This experimental outcome will not produce a disagreement between Alice and Bob. As long as they are following the same anthropic logic.
When saying Bob’s chance of survival is 100% according to MWI, the statement is made from a god’s eye view discussing all post-experiment worlds: Bob will for sure survive: in one/some of the branches.
By the same logic, from the same god’s eye view, we can say, Alice will meet Bob for sure: in one/some of the branches, if the MWI is correct.
By saying Alice shall see Bob with a 0.1% chance no matter if MWI is correct, you are talking about the specific Alice’s first-person perspective, which is a self-locating probability according to MWI. As in “what is the probability I am the Alice who’s in the branch where Bob survives?”.
By taking the specific subject’s perspective, Bob’s chance of survival is also 0.1% according to MWI. As in “what is the probability that I am actually in the branches where Bob survives?”
As long as their reasonings are held at the same level, their answers would be the same.
The real kicker is whether or not they should actually increase their confidence in MWI after the experiment ends (especially in the case where Bob survives). The popular anthropic camps such as SIA seem to say yes. But that would mean any quantum event, no matter the outcome would be evidence favouring MWI. So an armchair philosopher could say with categorical confidence that MWI is correct. (This is essentially the same problem as Nick Bostrom’s Presumptuous Philosopher but in the quantum worlds) So SIA supporters and Thirders have been trying to argue their positions do not necessarily lead to such an update (which they called the naive confirmation of the MWI). Whether or not that defence is successful is up for debate. For more information, I recommend the papers by Darren Bradley and Alastar Wilson.
On the other hand, if you think finding oneself exist is a logical truth, thus has 100% probability, then it is possible to produce disagreement against Aumann’s Agreement Theorem. And the disagreement is valid and can be logically explained. I have discussed it here. I think this is the correct anthropic reasoning. However, this idea does not recognize self-locating probability thus fundamentally incompatible with the MWI. Therefore if Alice and Bob both favour this type of anthropic reasoning, they would still have the same confidence in the validity of MWI, 0%.
This experimental outcome will not produce a disagreement between Alice and Bob. As long as they are following the same anthropic logic.
When saying Bob’s chance of survival is 100% according to MWI, the statement is made from a god’s eye view discussing all post-experiment worlds: Bob will for sure survive: in one/some of the branches.
By the same logic, from the same god’s eye view, we can say, Alice will meet Bob for sure: in one/some of the branches, if the MWI is correct.
By saying Alice shall see Bob with a 0.1% chance no matter if MWI is correct, you are talking about the specific Alice’s first-person perspective, which is a self-locating probability according to MWI. As in “what is the probability I am the Alice who’s in the branch where Bob survives?”.
By taking the specific subject’s perspective, Bob’s chance of survival is also 0.1% according to MWI. As in “what is the probability that I am actually in the branches where Bob survives?”
As long as their reasonings are held at the same level, their answers would be the same.
The real kicker is whether or not they should actually increase their confidence in MWI after the experiment ends (especially in the case where Bob survives). The popular anthropic camps such as SIA seem to say yes. But that would mean any quantum event, no matter the outcome would be evidence favouring MWI. So an armchair philosopher could say with categorical confidence that MWI is correct. (This is essentially the same problem as Nick Bostrom’s Presumptuous Philosopher but in the quantum worlds) So SIA supporters and Thirders have been trying to argue their positions do not necessarily lead to such an update (which they called the naive confirmation of the MWI). Whether or not that defence is successful is up for debate. For more information, I recommend the papers by Darren Bradley and Alastar Wilson.
On the other hand, if you think finding oneself exist is a logical truth, thus has 100% probability, then it is possible to produce disagreement against Aumann’s Agreement Theorem. And the disagreement is valid and can be logically explained. I have discussed it here. I think this is the correct anthropic reasoning. However, this idea does not recognize self-locating probability thus fundamentally incompatible with the MWI. Therefore if Alice and Bob both favour this type of anthropic reasoning, they would still have the same confidence in the validity of MWI, 0%.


Required action —
Because the lines must stay identical, write out the data without changing anything.

Supplied information —
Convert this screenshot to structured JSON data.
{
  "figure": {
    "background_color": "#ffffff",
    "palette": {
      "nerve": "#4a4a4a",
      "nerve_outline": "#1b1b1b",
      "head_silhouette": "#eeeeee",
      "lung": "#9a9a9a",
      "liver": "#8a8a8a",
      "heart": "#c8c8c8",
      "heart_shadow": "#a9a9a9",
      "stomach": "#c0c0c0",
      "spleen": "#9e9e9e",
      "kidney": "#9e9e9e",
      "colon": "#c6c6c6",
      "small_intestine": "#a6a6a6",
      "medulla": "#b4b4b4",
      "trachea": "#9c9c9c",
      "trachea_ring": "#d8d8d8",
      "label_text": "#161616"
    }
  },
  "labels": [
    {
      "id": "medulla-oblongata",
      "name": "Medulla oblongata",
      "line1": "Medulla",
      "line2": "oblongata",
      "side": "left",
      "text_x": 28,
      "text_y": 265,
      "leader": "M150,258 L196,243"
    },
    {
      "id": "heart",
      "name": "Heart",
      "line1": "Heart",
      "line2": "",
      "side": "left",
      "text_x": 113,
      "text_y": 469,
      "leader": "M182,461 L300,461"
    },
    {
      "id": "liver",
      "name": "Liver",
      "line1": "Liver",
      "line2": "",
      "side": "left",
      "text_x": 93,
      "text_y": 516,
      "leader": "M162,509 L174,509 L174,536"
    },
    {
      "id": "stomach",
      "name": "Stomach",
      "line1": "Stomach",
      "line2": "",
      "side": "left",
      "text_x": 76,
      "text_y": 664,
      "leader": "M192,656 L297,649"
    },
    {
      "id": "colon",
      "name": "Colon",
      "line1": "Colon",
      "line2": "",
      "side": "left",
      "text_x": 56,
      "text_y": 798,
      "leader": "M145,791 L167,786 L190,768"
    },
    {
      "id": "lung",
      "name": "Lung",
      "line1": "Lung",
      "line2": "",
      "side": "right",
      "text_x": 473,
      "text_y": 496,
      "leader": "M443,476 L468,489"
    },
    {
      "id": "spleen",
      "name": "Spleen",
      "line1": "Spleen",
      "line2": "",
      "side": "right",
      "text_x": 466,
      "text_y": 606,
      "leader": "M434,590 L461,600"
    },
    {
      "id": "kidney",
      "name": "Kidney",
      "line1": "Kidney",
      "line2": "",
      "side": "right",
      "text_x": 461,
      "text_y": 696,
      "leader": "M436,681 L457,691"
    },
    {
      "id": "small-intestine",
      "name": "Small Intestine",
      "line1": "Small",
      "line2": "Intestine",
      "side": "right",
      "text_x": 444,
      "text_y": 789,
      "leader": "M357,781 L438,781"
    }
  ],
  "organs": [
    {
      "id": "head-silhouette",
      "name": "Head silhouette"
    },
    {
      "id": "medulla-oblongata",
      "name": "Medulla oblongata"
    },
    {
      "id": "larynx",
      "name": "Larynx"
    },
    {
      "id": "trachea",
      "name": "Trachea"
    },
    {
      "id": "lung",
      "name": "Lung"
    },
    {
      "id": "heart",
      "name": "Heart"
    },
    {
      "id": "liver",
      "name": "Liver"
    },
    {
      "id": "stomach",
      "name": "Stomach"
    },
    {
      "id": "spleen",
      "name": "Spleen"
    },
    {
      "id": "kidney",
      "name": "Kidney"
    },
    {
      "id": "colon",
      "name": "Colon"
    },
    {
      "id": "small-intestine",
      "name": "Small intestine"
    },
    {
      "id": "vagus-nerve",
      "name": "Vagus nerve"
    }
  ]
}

Response below —
Convert this screenshot to structured JSON data.
{
  "figure": {
    "background_color": "#ffffff",
    "palette": {
      "nerve": "#4a4a4a",
      "nerve_outline": "#1b1b1b",
      "head_silhouette": "#eeeeee",
      "lung": "#9a9a9a",
      "liver": "#8a8a8a",
      "heart": "#c8c8c8",
      "heart_shadow": "#a9a9a9",
      "stomach": "#c0c0c0",
      "spleen": "#9e9e9e",
      "kidney": "#9e9e9e",
      "colon": "#c6c6c6",
      "small_intestine": "#a6a6a6",
      "medulla": "#b4b4b4",
      "trachea": "#9c9c9c",
      "trachea_ring": "#d8d8d8",
      "label_text": "#161616"
    }
  },
  "labels": [
    {
      "id": "medulla-oblongata",
      "name": "Medulla oblongata",
      "line1": "Medulla",
      "line2": "oblongata",
      "side": "left",
      "text_x": 28,
      "text_y": 265,
      "leader": "M150,258 L196,243"
    },
    {
      "id": "heart",
      "name": "Heart",
      "line1": "Heart",
      "line2": "",
      "side": "left",
      "text_x": 113,
      "text_y": 469,
      "leader": "M182,461 L300,461"
    },
    {
      "id": "liver",
      "name": "Liver",
      "line1": "Liver",
      "line2": "",
      "side": "left",
      "text_x": 93,
      "text_y": 516,
      "leader": "M162,509 L174,509 L174,536"
    },
    {
      "id": "stomach",
      "name": "Stomach",
      "line1": "Stomach",
      "line2": "",
      "side": "left",
      "text_x": 76,
      "text_y": 664,
      "leader": "M192,656 L297,649"
    },
    {
      "id": "colon",
      "name": "Colon",
      "line1": "Colon",
      "line2": "",
      "side": "left",
      "text_x": 56,
      "text_y": 798,
      "leader": "M145,791 L167,786 L190,768"
    },
    {
      "id": "lung",
      "name": "Lung",
      "line1": "Lung",
      "line2": "",
      "side": "right",
      "text_x": 473,
      "text_y": 496,
      "leader": "M443,476 L468,489"
    },
    {
      "id": "spleen",
      "name": "Spleen",
      "line1": "Spleen",
      "line2": "",
      "side": "right",
      "text_x": 466,
      "text_y": 606,
      "leader": "M434,590 L461,600"
    },
    {
      "id": "kidney",
      "name": "Kidney",
      "line1": "Kidney",
      "line2": "",
      "side": "right",
      "text_x": 461,
      "text_y": 696,
      "leader": "M436,681 L457,691"
    },
    {
      "id": "small-intestine",
      "name": "Small Intestine",
      "line1": "Small",
      "line2": "Intestine",
      "side": "right",
      "text_x": 444,
      "text_y": 789,
      "leader": "M357,781 L438,781"
    }
  ],
  "organs": [
    {
      "id": "head-silhouette",
      "name": "Head silhouette"
    },
    {
      "id": "medulla-oblongata",
      "name": "Medulla oblongata"
    },
    {
      "id": "larynx",
      "name": "Larynx"
    },
    {
      "id": "trachea",
      "name": "Trachea"
    },
    {
      "id": "lung",
      "name": "Lung"
    },
    {
      "id": "heart",
      "name": "Heart"
    },
    {
      "id": "liver",
      "name": "Liver"
    },
    {
      "id": "stomach",
      "name": "Stomach"
    },
    {
      "id": "spleen",
      "name": "Spleen"
    },
    {
      "id": "kidney",
      "name": "Kidney"
    },
    {
      "id": "colon",
      "name": "Colon"
    },
    {
      "id": "small-intestine",
      "name": "Small intestine"
    },
    {
      "id": "vagus-nerve",
      "name": "Vagus nerve"
    }
  ]
}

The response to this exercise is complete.